It would be great add percentage of unknown words stat in addition to percentage of new words and percentage of lingqs in a lesson.
Percentage of unknown words is a better measure of overall lesson difficulty than just the percentage of new words.
It would be great add percentage of unknown words stat in addition to percentage of new words and percentage of lingqs in a lesson.
Percentage of unknown words is a better measure of overall lesson difficulty than just the percentage of new words.
In addition to the amount of blue words and what percentage this corresponds to, it shows you the amount of LingQ’ed (yellow) words, too. I assume these are the ones you are refering to by unknown.
New Words are actually blue words, words you haven’t encountered before, so that’s the same thing as unknown words. Or are you referring to something else?
I guess he meant words not yet memorized, which then would include the yellow ones. Although I am not sure whether all of them or just certain levels (like 3+ or so).
@zoran as @Obsttorte said by “unknown” I mean all words that have not yet been marked as “known” in the app including new words and stages 1-4.
This would give an overall indication of what percentage of words would need to be looked up when reading something.
Would it be useful to have the distribution of the words displayed graphically? I mean, if you just count all words together that range from knew to stage 1, the information provided by the resulting number is very vague, too, as the resulting numbers meaning heavely depends on the distribution.
I was thinking about something like this
where the length of the strips below the green one represents the percentages.
Yes. % of blue words can be 0% and it’s still a difficult challenge as many may be yellow.
I’ve stopped marking blue words as yellow. But this can be reduces the value of the numbers.
I see what you’re saying. That’s not in plans at the moment, but I’ll add to wishlist and we’ll see what we can do in the future updates.
Wow this is a great idea!
I really like this idea. This would give great insight into the lesson to come without cluttering the interface with yet another percentage.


**PROBLEM DETAILS:** From the data below, repeat exactly the lines from the line with "Image is 421x237 pixels." to the line with "Image is 797x532 pixels.", both included.

**DATA RECORDS:**

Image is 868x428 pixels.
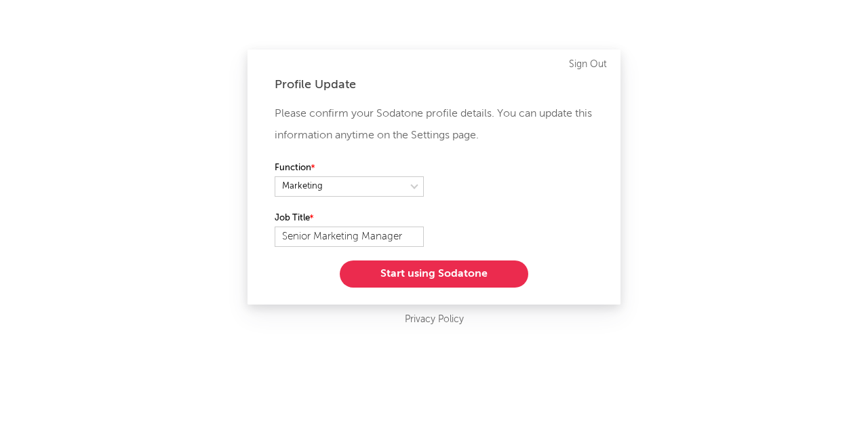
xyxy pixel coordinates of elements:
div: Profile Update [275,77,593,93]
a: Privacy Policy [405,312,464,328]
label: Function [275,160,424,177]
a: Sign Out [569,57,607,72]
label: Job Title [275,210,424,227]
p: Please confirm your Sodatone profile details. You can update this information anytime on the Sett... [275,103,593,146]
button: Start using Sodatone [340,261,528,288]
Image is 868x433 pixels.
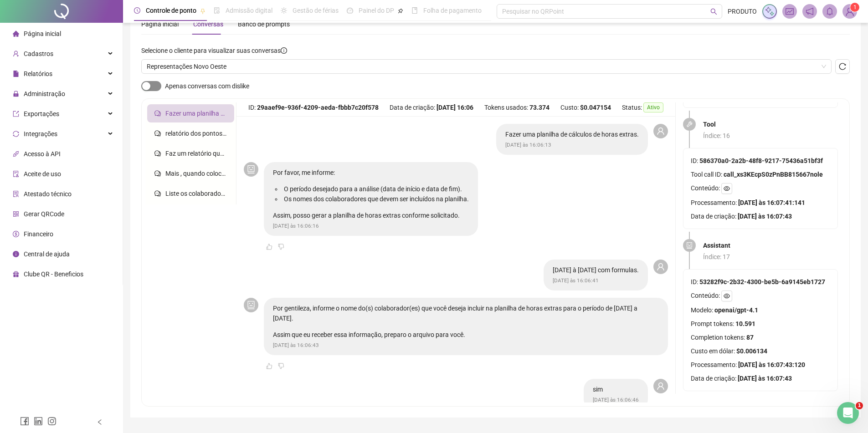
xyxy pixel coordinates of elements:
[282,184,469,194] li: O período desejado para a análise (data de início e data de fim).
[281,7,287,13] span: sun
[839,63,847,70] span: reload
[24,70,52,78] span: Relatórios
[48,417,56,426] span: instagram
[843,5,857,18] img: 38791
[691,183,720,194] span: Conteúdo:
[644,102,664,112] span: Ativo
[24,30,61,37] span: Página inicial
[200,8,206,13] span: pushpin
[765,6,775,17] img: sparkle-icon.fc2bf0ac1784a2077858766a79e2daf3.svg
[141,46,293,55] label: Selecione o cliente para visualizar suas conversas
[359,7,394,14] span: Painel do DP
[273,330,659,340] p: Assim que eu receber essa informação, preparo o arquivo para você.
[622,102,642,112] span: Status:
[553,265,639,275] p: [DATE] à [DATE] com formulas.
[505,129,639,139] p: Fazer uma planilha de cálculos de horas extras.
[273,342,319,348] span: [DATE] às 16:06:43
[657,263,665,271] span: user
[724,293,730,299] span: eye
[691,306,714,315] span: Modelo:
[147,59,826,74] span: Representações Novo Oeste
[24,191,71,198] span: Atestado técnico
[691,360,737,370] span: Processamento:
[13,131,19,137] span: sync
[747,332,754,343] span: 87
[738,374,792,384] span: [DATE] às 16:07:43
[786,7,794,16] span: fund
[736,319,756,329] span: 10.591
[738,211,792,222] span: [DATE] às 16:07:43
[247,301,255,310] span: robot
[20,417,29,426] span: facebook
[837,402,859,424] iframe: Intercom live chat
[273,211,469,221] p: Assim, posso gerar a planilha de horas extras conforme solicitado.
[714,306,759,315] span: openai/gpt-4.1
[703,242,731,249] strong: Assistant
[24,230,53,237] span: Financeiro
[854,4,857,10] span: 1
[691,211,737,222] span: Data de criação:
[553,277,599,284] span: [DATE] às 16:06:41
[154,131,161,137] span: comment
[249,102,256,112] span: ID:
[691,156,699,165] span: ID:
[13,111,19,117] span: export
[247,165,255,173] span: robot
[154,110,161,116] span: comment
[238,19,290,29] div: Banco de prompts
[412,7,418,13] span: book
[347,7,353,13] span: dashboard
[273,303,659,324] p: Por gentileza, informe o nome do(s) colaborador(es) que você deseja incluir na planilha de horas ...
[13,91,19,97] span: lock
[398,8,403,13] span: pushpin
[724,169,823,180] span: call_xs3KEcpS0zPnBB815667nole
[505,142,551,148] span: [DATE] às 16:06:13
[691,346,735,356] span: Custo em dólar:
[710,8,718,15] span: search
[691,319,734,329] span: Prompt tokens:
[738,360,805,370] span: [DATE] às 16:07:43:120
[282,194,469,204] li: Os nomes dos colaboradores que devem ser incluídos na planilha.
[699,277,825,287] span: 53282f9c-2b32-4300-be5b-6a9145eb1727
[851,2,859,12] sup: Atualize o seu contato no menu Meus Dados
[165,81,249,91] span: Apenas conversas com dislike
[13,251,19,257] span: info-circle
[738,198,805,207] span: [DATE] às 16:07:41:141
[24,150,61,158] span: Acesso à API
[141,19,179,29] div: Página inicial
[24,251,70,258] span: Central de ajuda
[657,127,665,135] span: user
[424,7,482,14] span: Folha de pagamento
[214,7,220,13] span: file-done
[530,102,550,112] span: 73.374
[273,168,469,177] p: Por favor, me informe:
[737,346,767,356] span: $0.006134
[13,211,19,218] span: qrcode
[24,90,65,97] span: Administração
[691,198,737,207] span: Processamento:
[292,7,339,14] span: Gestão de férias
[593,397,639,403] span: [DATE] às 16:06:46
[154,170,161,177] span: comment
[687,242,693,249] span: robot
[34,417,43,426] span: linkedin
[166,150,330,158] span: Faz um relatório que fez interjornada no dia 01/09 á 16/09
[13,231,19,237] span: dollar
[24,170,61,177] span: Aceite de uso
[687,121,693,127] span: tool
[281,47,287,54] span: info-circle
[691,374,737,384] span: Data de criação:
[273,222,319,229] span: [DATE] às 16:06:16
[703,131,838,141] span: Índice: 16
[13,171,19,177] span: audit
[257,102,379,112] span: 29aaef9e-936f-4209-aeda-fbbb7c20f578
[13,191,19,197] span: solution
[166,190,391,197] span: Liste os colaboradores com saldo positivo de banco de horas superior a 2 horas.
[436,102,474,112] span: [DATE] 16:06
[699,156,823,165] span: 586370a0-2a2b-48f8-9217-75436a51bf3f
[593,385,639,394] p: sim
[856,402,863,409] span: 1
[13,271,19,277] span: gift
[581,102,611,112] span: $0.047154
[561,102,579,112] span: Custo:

==

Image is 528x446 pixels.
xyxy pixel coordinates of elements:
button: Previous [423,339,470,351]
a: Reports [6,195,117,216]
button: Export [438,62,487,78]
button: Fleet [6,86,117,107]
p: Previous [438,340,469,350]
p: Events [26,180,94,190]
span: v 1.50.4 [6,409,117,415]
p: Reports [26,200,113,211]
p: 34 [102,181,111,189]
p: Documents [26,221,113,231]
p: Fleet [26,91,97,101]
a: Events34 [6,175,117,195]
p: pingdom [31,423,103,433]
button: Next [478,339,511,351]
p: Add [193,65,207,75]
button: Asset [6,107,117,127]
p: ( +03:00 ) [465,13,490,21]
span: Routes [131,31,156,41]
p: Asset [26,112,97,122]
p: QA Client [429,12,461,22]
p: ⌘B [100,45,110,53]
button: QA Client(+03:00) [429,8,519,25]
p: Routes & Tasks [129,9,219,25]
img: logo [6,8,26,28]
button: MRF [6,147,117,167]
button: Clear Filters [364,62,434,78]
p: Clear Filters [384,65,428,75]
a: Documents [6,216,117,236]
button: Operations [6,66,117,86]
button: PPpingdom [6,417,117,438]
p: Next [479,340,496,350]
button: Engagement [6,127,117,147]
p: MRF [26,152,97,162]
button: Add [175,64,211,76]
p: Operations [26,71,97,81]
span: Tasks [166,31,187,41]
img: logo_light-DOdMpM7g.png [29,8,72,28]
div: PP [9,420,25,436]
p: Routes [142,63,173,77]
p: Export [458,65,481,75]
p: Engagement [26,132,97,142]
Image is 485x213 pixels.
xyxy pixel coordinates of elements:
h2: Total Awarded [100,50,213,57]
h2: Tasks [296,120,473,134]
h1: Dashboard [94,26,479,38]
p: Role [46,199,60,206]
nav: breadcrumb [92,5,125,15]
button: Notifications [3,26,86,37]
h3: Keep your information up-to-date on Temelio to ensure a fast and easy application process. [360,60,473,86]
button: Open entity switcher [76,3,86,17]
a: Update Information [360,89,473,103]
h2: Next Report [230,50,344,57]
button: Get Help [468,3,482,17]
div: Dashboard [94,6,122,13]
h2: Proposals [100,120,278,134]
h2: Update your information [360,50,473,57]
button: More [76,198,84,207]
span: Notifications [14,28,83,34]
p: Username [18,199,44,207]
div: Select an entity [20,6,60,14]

...

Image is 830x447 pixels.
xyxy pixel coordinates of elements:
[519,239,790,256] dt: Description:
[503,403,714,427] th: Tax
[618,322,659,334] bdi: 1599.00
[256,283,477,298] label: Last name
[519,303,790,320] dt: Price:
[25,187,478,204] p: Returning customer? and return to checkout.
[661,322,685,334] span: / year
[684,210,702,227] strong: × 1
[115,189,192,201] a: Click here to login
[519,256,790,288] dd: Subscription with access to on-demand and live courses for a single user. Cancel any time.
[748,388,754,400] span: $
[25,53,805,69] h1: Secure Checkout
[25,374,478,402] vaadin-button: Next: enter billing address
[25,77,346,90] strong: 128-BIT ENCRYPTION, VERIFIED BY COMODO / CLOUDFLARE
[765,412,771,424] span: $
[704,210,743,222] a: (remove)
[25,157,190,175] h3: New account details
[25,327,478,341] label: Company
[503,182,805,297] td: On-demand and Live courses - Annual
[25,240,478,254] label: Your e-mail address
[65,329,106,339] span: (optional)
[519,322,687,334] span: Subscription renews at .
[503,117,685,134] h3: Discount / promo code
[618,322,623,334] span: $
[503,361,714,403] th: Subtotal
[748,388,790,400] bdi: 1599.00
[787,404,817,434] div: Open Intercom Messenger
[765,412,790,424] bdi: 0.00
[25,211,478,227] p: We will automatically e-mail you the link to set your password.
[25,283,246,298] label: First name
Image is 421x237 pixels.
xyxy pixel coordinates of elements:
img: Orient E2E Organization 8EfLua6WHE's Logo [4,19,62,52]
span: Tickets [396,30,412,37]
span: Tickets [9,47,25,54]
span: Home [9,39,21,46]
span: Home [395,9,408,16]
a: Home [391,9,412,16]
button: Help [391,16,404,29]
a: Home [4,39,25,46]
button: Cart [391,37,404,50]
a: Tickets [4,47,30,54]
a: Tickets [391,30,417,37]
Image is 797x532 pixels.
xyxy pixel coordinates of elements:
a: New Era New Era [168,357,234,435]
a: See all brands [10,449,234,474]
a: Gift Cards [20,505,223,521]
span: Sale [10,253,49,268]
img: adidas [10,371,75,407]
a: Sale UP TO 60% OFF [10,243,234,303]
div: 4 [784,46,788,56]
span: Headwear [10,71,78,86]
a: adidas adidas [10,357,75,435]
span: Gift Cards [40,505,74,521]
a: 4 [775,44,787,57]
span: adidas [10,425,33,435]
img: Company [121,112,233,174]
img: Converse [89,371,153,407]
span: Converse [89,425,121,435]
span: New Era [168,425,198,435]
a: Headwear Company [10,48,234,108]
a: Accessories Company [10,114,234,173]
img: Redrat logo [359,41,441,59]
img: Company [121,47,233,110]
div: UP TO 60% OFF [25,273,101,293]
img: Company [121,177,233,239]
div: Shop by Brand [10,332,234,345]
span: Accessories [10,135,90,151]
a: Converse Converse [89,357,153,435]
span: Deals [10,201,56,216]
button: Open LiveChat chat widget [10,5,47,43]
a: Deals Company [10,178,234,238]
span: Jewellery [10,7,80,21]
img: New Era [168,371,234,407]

**EXERCISE RESPONSE:**
Image is 421x237 pixels.
xyxy pixel coordinates of elements:
img: Orient E2E Organization 8EfLua6WHE's Logo [4,19,62,52]
span: Tickets [396,30,412,37]
span: Tickets [9,47,25,54]
span: Home [9,39,21,46]
span: Home [395,9,408,16]
a: Home [391,9,412,16]
button: Help [391,16,404,29]
a: Home [4,39,25,46]
button: Cart [391,37,404,50]
a: Tickets [4,47,30,54]
a: Tickets [391,30,417,37]
Image is 797x532 pixels.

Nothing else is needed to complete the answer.